I have a link that has a listener attached to it (I'm using YUI):
YAHOO.util.Event.on(Element, 'click', function(){ /* some functionality */});
I would like to the same functionality to happen in another scenario that doesn't involve a user-click. Ideally I could just simulate "clicking" on the Element and have the functionality automatically fire. How could I do this?
Too bad this doesn't work:
$('Element').click()
Thanks.
MDC has a good example of using dispatchEvent to simulate click events.
Here is some code to simulate a click on an element that also checks if something canceled the event:
function simulateClick(elm) {
var evt = document.createEvent("MouseEvents");
evt.initMouseEvent("click", true, true, window,
0, 0, 0, 0, 0, false, false, false, false, 0, null);
var canceled = !elm.dispatchEvent(evt);
if(canceled) {
// A handler called preventDefault
// uh-oh, did some XSS hack your site?
} else {
// None of the handlers called preventDefault
// do stuff
}
}
You're looking for fireEvent (IE) and dispatchEvent (others).
For YUI 3 this is all wrapped up nicely in Y.Event.simulate():
YUI().use("node", function(Y) {
Y.Event.simulate(document.body, "click", { shiftKey: true })
})
You can declare your function separately.
function DoThisOnClick () {
}
Then assign it to onclick event as you do right now, e.g.:
YAHOO.util.Event.on(Element, 'click', DoThisOnClick)
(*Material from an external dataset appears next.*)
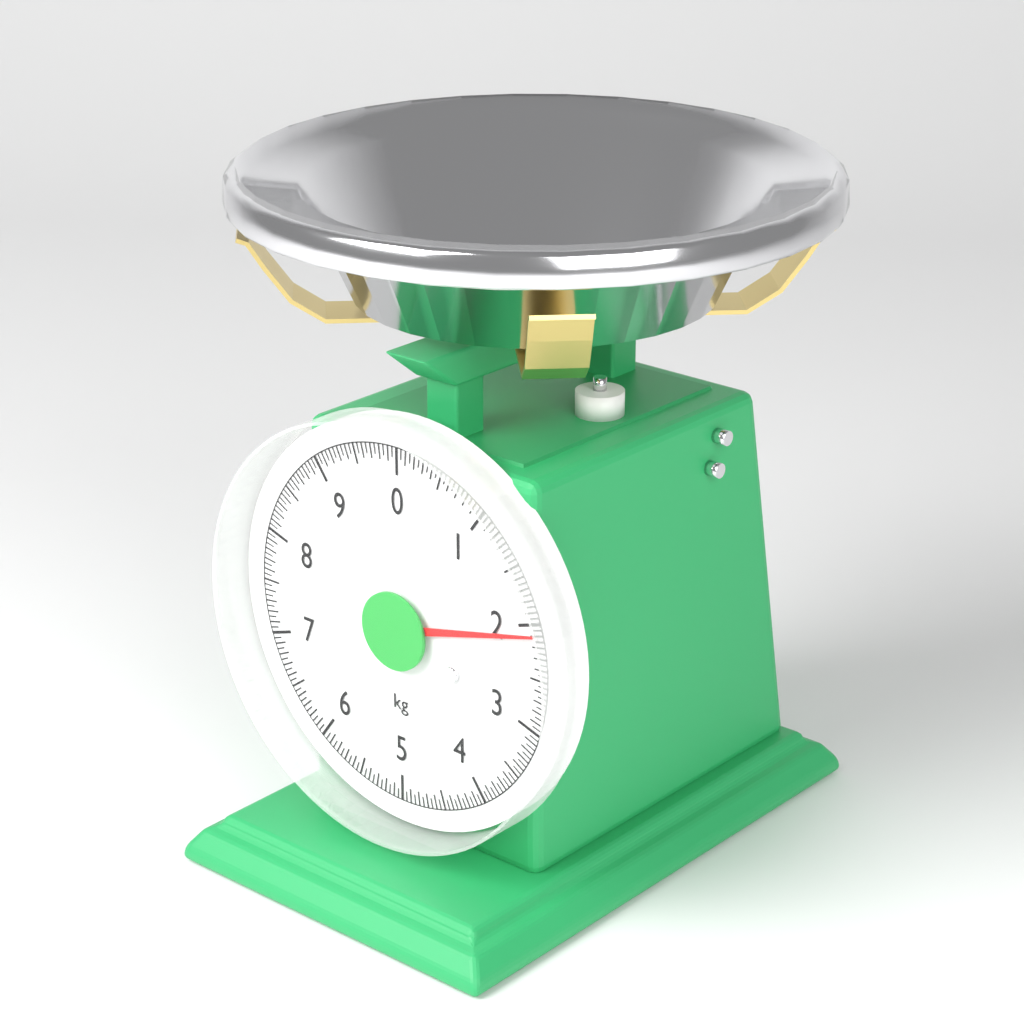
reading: 2.10 kg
And you can call it whenever you want :-)
DoThisOnClick ()
In case anyone bumps into this looking for a framework agnostic way to fire any HTML and Mouse event, have a look here: How to simulate a mouse click using JavaScript?
1) FIRST SOLUTION
The article http://mattsnider.com/simulating-events-using-yui/ describes how to simulate a click using YAHOO:
var simulateClickEvent = function(elem) {
var node = YAHOO.util.Dom.get(elem);
while (node && window !== node) {
var listeners = YAHOO.util.Event.getListeners(node, 'click');
if (listeners && listeners.length) {
listeners.batch(function(o) {
o.fn.call(o.adjust ? o.scope : this, {target: node}, o.obj);
});
}
node = node.parentNode;
}
};
As you can see, the function loops over the node and its parents and for each of them gets the list of listeners and calls them.
2) SECOND SOLUTION
There is also another way to do it.
For example:
var elem = YAHOO.util.Dom.get("id-of-the-element");
elem.fireEvent("click", {});
where function is used as
3) THIRD SOLUTION
Version 2.9 of YUI2 has a better solution: http://yui.github.io/yui2/docs/yui_2.9.0_full/docs/YAHOO.util.UserAction.html
4) FORTH SOLUTION
YUI3 has also a better and clean solution: http://yuilibrary.com/yui/docs/event/simulate.html
Of course $('Element').click() won't work, but it can if you include jquery, it works well alongside yui.
As I untestand you need to do the following:
function myfunc(){
//functionality
}
YAHOO.util.Event.on(Element, 'click', myfunc);
Then call myfunc when something else needs to happen.